Calcium carbonate crystals inside the inner ear that sense gravity and straight-line acceleration. When they break free and enter the semicircular canals, the result is BPPV.
Medical definition
The term “otolith” comes from the Greek for ear stone. In clinical vestibular medicine, otolith usually refers to the sensory system of the utricle and saccule — two fluid-filled chambers in the inner ear that detect linear acceleration and gravity. Each chamber contains a membrane studded with calcium carbonate crystals called otoconia. These crystals add weight to the membrane, allowing it to shift when the head tilts or the body accelerates. The shift bends hair cells, which send a signal to the brain about the direction of gravity or movement. The terms otolith and otoconia are often used interchangeably in clinical practice, though strictly speaking an otolith is the entire sensory organ and otoconia are the crystals within it.

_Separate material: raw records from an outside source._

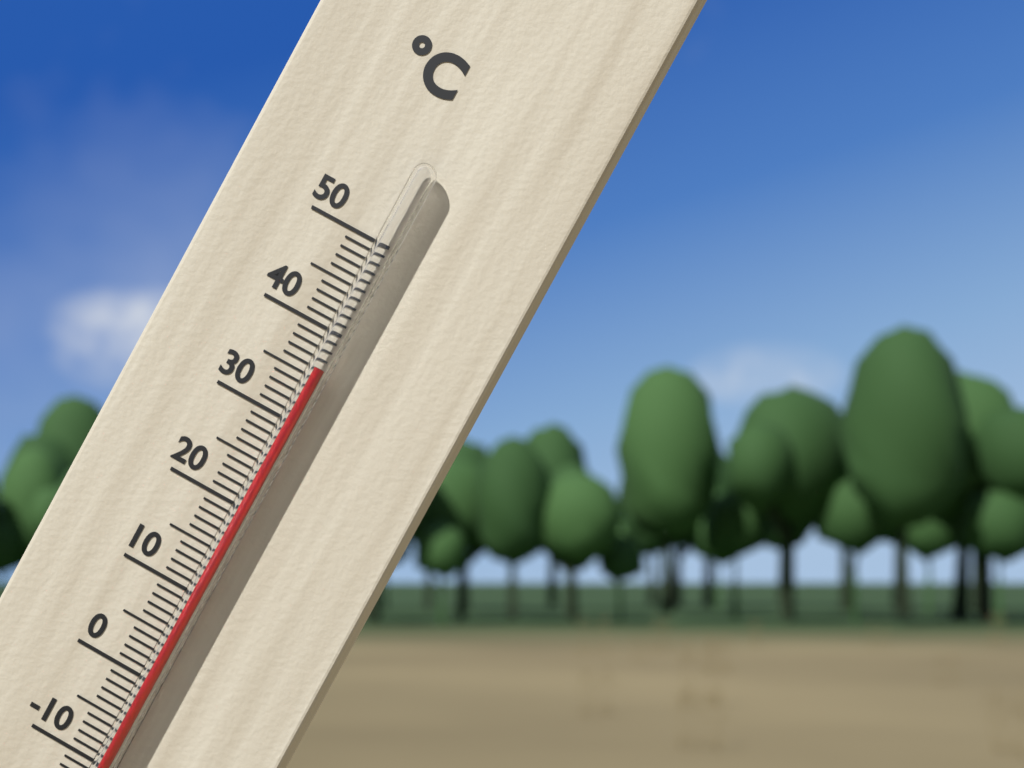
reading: 36 °C
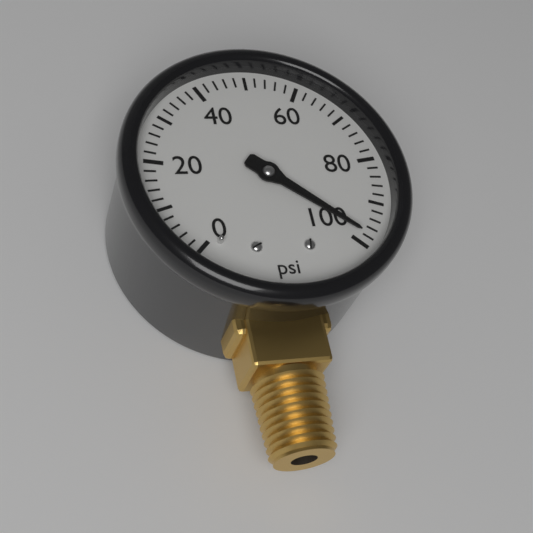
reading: 98 psi
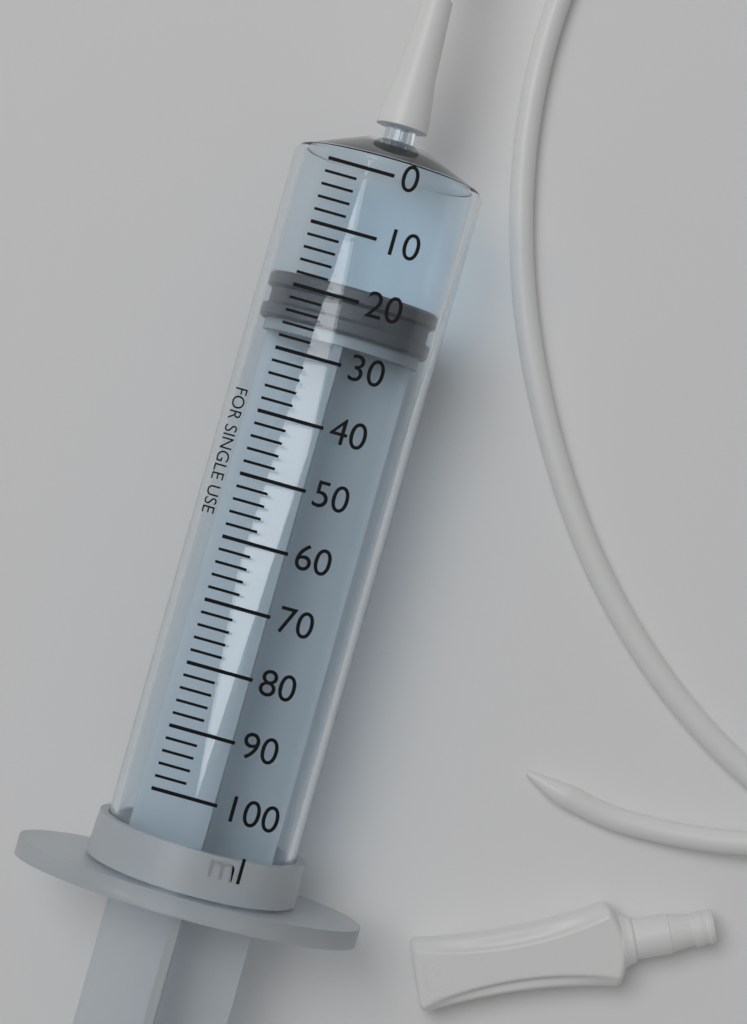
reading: 18 ml
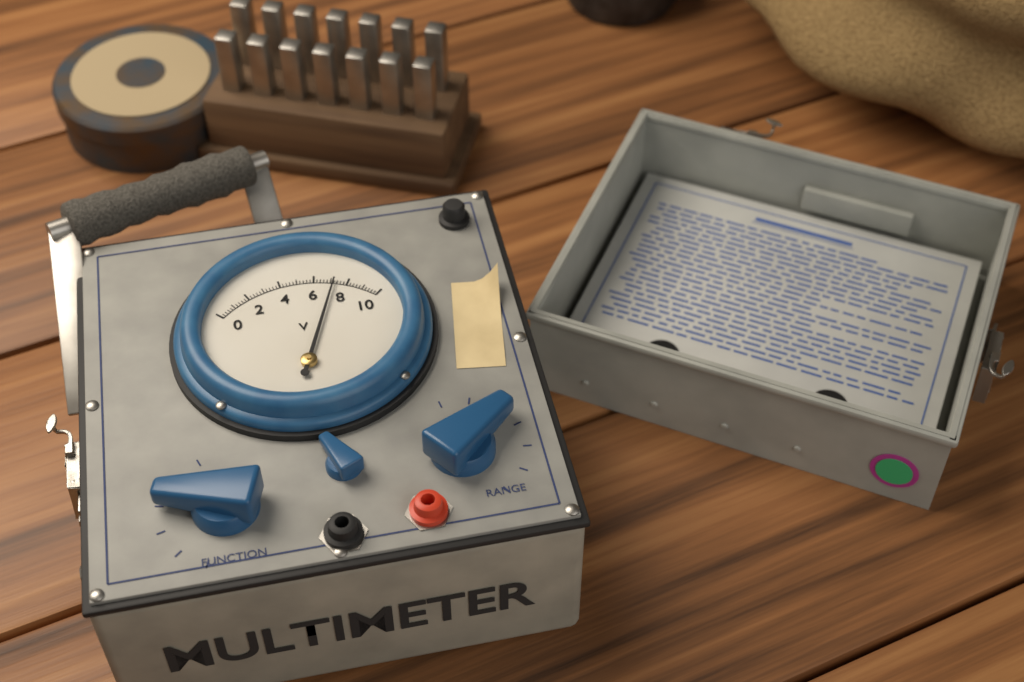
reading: 7.2 V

Why it matters for vertigo
The utricle and saccule are where BPPV begins. When otoconia detach — due to aging, head trauma, vitamin D deficiency, or prolonged bed rest — they fall into one of the three semicircular canals. There, any head movement that rolls the crystals through the canal triggers a false rotation signal. This is canalithiasis. If the crystals stick to the cupula at the end of a canal instead of floating freely, the result is cupulolithiasis. Both variants cause positional vertigo. Both are mechanical problems with a mechanical solution: a repositioning maneuver that guides the crystals back out.
Where I see this in clinic
Otolith dysfunction is behind most of what I treat. BPPV accounts for roughly 40% of all vertigo cases, and every BPPV case starts with a displaced otoconia crystal. Otolith dysfunction also plays a role in Meniere’s disease, where endolymphatic hydrops alters the otolith membrane, and in conditions like mal de debarquement and PPPD where otolith recalibration after a vestibular event is disrupted. Measuring otolith function directly is possible with VEMP testing — cervical VEMP for the saccule, ocular VEMP for the utricle — though this is not always available outside tertiary centres.
Related terms
Otoconia — the individual crystals within the otolith organ. Canalithiasis — what happens when otoconia enter a semicircular canal. Cupulolithiasis — when otoconia stick to the cupula. Semicircular canals — the canals the otoconia fall into.
Medical Disclaimer: This glossary entry is for educational purposes only. Consult Dr. Prateek Porwal directly. WhatsApp: 7393062200.